Sorry for not following up on my workaround, we moved to Kubernetes, so we did not finish polishing the workaround properly. I can still add the main code parts we used to try to fix it. Perhaps it helps you!

    def _run_service(self):
        ...
        if self.enable_logging:
            service_log_stream = self.cli.service_logs(self.service['ID'], follow=True, stdout=True, stderr=True, is_tty=self.tty)
            _start_logging_async(self.log, service_log_stream)
        ...

def _start_logging_async(logger, service_log_stream):
    """
    The logging task is blocking and thus stops the operator from recognizing in time when the service finishes.

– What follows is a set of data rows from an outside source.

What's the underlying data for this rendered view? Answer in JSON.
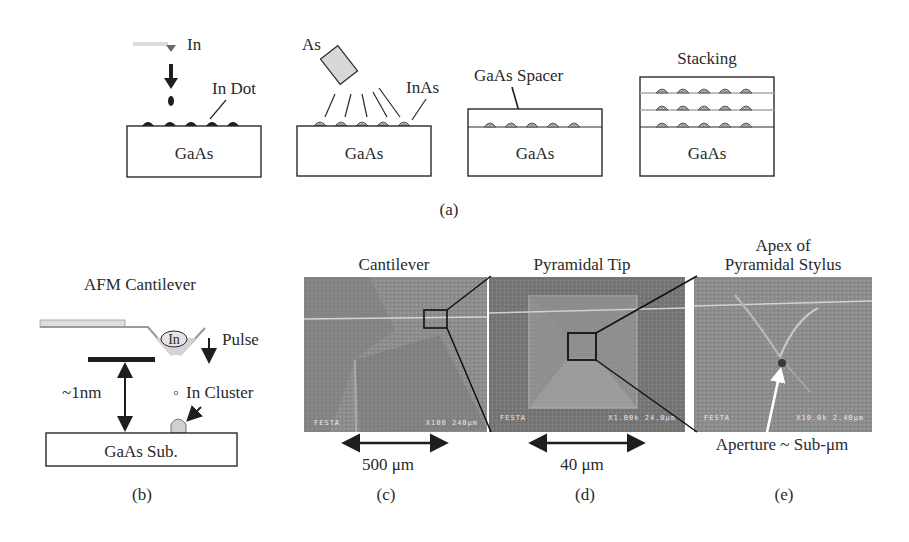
{
  "panel_a": {
    "caption": "(a)",
    "step1": {
      "source_label": "In",
      "dot_label": "In Dot",
      "substrate": "GaAs"
    },
    "step2": {
      "source_label": "As",
      "dot_label": "InAs",
      "substrate": "GaAs"
    },
    "step3": {
      "spacer_label": "GaAs Spacer",
      "substrate": "GaAs"
    },
    "step4": {
      "title": "Stacking",
      "substrate": "GaAs"
    }
  },
  "panel_b": {
    "caption": "(b)",
    "title": "AFM Cantilever",
    "tip_label": "In",
    "pulse_label": "Pulse",
    "cluster_label": "In Cluster",
    "gap_label": "~1nm",
    "substrate": "GaAs Sub."
  },
  "panel_c": {
    "caption": "(c)",
    "title": "Cantilever",
    "scale_label": "500 μm",
    "sem_left": "FESTA",
    "sem_right": "X100   240μm"
  },
  "panel_d": {
    "caption": "(d)",
    "title": "Pyramidal Tip",
    "scale_label": "40 μm",
    "sem_left": "FESTA",
    "sem_right": "X1.00k  24.0μm"
  },
  "panel_e": {
    "caption": "(e)",
    "title_line1": "Apex of",
    "title_line2": "Pyramidal Stylus",
    "aperture_label": "Aperture ~ Sub-μm",
    "sem_left": "FESTA",
    "sem_right": "X10.0k  2.40μm"
  },
  "colors": {
    "ink": "#2a2a2a",
    "dot_dark": "#1e1e1e",
    "dot_gray": "#a8a8a8",
    "sem_bg": "#8a8a8a",
    "sem_dark": "#6e6e6e"
  }
}
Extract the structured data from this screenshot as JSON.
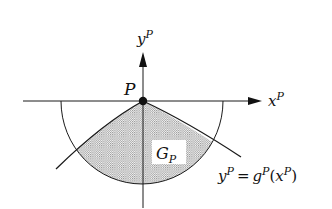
{
  "diagram": {
    "type": "geometric-figure",
    "labels": {
      "y_axis": {
        "base": "y",
        "sup": "P"
      },
      "x_axis": {
        "base": "x",
        "sup": "P"
      },
      "point": "P",
      "region": {
        "base": "G",
        "sub": "P"
      },
      "equation": {
        "lhs_base": "y",
        "lhs_sup": "P",
        "eq": "=",
        "fn_base": "g",
        "fn_sup": "P",
        "open": "(",
        "arg_base": "x",
        "arg_sup": "P",
        "close": ")"
      }
    },
    "colors": {
      "stroke": "#1a1a1a",
      "shade_dot": "#8a8a8a",
      "background": "#ffffff"
    }
  }
}
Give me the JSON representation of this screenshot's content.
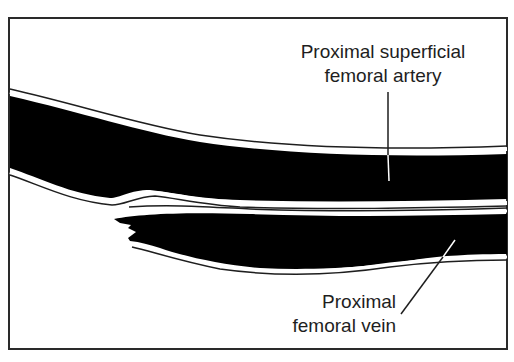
{
  "figure": {
    "type": "ultrasound-schematic",
    "labels": {
      "artery": {
        "line1": "Proximal superficial",
        "line2": "femoral artery"
      },
      "vein": {
        "line1": "Proximal",
        "line2": "femoral vein"
      }
    },
    "colors": {
      "vessel_lumen": "#000000",
      "background": "#ffffff",
      "outline": "#1e1e1e"
    }
  }
}
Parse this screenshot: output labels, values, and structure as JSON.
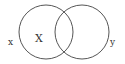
{
  "diagram": {
    "type": "venn",
    "circles": [
      {
        "name": "left",
        "cx": 46,
        "cy": 32,
        "r": 27
      },
      {
        "name": "right",
        "cx": 82,
        "cy": 32,
        "r": 27
      }
    ],
    "labels": {
      "outer_left": "x",
      "inner_left": "X",
      "outer_right": "y"
    },
    "colors": {
      "stroke": "#555555",
      "text": "#333333",
      "background": "#ffffff"
    }
  }
}
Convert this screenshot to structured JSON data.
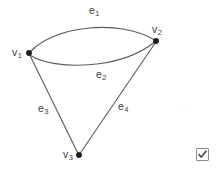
{
  "figure": {
    "type": "undirected-multigraph",
    "background_color": "#ffffff",
    "edge_color": "#5a5a5a",
    "vertex_color": "#1b1b1b",
    "label_color": "#3c3c3c",
    "vertices": [
      {
        "id": "v1",
        "label_base": "v",
        "label_sub": "1",
        "x": 29,
        "y": 53
      },
      {
        "id": "v2",
        "label_base": "v",
        "label_sub": "2",
        "x": 156,
        "y": 41
      },
      {
        "id": "v3",
        "label_base": "v",
        "label_sub": "3",
        "x": 79,
        "y": 155
      }
    ],
    "edges": [
      {
        "id": "e1",
        "label_base": "e",
        "label_sub": "1",
        "from": "v1",
        "to": "v2",
        "shape": "curve-up"
      },
      {
        "id": "e2",
        "label_base": "e",
        "label_sub": "2",
        "from": "v1",
        "to": "v2",
        "shape": "curve-down"
      },
      {
        "id": "e3",
        "label_base": "e",
        "label_sub": "3",
        "from": "v1",
        "to": "v3",
        "shape": "straight"
      },
      {
        "id": "e4",
        "label_base": "e",
        "label_sub": "4",
        "from": "v3",
        "to": "v2",
        "shape": "straight"
      }
    ]
  },
  "widgets": {
    "checkbox": {
      "name": "checkbox-checked",
      "checked": true,
      "border_color": "#8c8c8c",
      "fill_color": "#fdfdfd",
      "check_color": "#4a4a4a"
    }
  }
}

    Since the logging thread is demonized, it will automatically be terminated once the main script finishes.
    """
    p = Thread(target=_stream_logs_to_output,
               args=(logger, service_log_stream),
               daemon=True)
    p.start()

def _stream_logs_to_output(logger, logs):
    line = ''
    while True:
        try:
            log = next(logs)
        # TODO: Remove this clause once https://github.aaakk.us.kg/docker/docker-py/issues/931 is fixed
        except requests.exceptions.ConnectionError:
            logger.info("Connection Error while fetching log")

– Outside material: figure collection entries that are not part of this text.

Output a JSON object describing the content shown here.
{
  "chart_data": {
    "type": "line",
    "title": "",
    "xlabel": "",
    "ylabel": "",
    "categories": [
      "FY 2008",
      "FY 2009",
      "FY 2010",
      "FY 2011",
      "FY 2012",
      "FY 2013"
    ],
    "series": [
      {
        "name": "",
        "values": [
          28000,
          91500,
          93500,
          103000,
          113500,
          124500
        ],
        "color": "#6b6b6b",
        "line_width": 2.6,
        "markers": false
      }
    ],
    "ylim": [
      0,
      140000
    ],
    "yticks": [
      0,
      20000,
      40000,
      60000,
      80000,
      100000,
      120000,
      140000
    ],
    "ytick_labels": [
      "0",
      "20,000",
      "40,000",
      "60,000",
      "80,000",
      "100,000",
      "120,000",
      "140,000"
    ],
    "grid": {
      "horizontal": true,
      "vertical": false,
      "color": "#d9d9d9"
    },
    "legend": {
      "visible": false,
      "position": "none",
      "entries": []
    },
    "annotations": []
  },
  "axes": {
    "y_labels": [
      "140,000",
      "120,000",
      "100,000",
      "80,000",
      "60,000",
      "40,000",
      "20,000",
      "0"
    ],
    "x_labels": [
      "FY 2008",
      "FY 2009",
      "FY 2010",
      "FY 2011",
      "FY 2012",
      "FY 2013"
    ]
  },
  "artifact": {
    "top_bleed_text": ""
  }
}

            # If the service log stream stopped sending messages, check if it the service has
            # terminated.
            break
        except StopIteration:
            logger.info("StopIteration while fetching log")

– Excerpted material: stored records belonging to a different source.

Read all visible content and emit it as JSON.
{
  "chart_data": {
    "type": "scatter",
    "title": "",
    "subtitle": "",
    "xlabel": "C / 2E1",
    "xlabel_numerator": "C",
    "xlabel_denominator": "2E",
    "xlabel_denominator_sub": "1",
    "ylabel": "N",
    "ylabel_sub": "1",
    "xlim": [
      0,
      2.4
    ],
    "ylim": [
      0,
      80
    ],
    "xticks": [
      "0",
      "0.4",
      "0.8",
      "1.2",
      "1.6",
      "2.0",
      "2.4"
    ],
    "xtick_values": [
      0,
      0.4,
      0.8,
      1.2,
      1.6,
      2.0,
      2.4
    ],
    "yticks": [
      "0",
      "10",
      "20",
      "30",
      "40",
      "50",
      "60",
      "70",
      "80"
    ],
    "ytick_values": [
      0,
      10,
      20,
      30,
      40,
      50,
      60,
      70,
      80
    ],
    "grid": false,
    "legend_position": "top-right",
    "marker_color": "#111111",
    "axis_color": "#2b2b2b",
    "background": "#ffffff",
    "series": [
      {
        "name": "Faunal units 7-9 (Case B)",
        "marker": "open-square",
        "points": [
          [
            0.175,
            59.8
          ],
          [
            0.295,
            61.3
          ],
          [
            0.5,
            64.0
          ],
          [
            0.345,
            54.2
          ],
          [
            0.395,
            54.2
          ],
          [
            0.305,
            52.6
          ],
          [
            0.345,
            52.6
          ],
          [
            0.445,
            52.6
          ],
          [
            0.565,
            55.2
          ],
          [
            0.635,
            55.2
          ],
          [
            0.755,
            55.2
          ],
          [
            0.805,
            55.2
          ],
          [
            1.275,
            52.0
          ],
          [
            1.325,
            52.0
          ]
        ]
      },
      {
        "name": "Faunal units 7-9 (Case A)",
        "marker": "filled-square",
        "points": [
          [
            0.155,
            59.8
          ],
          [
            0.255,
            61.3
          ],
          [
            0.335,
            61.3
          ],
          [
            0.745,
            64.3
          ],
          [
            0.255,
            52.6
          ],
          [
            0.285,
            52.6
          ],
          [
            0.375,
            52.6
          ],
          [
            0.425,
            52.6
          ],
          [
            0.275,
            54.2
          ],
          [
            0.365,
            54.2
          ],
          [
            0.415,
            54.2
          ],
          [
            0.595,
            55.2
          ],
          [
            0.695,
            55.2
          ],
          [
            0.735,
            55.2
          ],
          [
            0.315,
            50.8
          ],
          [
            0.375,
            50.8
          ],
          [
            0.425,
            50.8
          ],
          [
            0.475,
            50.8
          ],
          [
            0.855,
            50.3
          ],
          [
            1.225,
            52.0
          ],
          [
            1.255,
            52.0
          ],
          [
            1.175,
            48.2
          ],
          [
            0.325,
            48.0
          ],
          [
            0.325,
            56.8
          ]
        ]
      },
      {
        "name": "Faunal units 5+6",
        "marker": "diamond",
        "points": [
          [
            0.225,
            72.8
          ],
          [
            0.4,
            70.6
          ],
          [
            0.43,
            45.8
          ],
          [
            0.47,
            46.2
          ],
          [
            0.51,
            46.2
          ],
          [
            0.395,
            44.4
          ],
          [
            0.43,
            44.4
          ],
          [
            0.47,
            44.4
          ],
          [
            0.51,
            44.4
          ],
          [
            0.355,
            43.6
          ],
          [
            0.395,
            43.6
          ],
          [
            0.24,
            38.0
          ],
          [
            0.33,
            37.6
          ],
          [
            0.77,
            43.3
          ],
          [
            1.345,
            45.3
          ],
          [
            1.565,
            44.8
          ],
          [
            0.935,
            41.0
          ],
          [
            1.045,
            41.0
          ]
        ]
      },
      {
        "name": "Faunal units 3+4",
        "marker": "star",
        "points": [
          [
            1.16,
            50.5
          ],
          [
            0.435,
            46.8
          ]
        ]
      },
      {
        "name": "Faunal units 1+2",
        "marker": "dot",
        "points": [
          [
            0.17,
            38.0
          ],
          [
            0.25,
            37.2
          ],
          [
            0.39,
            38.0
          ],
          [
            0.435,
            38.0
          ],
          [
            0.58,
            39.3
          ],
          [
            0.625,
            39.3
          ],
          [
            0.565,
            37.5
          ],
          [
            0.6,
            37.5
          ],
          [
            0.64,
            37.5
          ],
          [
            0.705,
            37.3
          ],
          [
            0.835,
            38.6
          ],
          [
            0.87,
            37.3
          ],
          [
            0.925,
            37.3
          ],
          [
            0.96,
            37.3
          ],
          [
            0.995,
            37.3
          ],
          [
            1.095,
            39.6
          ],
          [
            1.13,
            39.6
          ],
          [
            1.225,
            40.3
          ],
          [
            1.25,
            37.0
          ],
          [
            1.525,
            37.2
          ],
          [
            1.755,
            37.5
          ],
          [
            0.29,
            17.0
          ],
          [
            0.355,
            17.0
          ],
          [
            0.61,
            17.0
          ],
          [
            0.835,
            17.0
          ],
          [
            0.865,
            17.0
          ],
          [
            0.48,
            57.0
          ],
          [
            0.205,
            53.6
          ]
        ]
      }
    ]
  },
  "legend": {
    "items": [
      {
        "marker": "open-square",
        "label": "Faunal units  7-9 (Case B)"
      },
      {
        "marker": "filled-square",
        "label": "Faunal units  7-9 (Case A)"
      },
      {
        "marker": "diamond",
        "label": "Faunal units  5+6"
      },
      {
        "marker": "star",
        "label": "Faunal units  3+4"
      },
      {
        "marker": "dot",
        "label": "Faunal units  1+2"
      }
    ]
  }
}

            # If the service log stream terminated, stop fetching logs further.
            break
        else:
            try:
                log = log.decode()
            except UnicodeDecodeError:
                continue
            if log == '\n':
                logger.info(line)
                line = ''
            else:
                line += log
    # flush any remaining log stream
    if line:
        logger.info(line)

The only addition we did is wrapping the _stream_logs_to_output method in a Thread.